The concentrations of salts in waters are very variable and also the salt types; each water has a specific composition. For example sea/ocean water have approx. 35 g/L sodium chloride and treated tap water practically doesn't contain salts.
Sea waters contain chlorides of sodium, potassium, calcium, magnesium.
Tap water contain salts only as traces.
Sea water contain sodium chloride, potassium chloride, magnesium chloride, calcium chloride.
Sea salt is usually Sodium Chloride
Salt is found in water.
Rock Salt , and Sea Salt
- in mines (salt domes) - in sea water
Salt water is composed of a number of compounds. First there is water, which is a compound, H2O. Then there are the salts. Several different types of salts are in salt water, and each of them is a compound.
Rain water does contain salts but not those which are found in sea water. Rain contains salts which are usually obtained from atmospheric pollutants such as nitrates, sulphates, and so on.
ocean consist of aqua comprising salts example common salt pottasium salt. the fact is that most of the salt mainly table salt we get from sea water
The pure water is the solvent and the minerals, salts that dissolved in the water (to make salt water) are called the solute. I assumed you were talking about sea/salt water? If you are talking about common salt dissolved in water the the salt is the solute and the water is the solvent.
Rock salts is extracted from salt mines or oceans/seas.
Common salt becomes sticky during rainy season as it traps the water molecules and then stick to it.......... hence we can say that common salt is hydroscopic in nature
Salt water is composed of a number of compounds. First there is water, which is a compound, H2O. Then there are the salts. Several different types of salts are in salt water, and each of them is a compound.

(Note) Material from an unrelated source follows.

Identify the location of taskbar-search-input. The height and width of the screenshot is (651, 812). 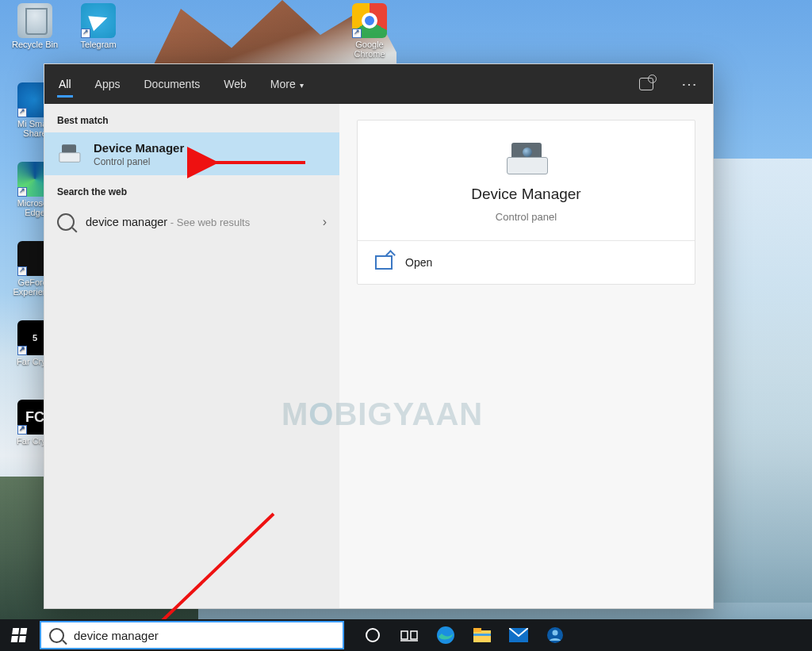
(203, 636).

Fresh water is from rain or snow and is very pure and free of dissolved salts. Salt water is sea water and contains salts (mainly sodium chloride ie common salt)brought in by rivers over millions of years which cannot escape and the sea therefore gets more and more salty every year. Well fresh water evaporates and with the salt water the salt stays in the water that hasn't evaporated yet.
Which salt are you referring too? Table salt, NaCl does. Most salts do, but some sulfate salts do not, such as barium sulfate (BaSO4).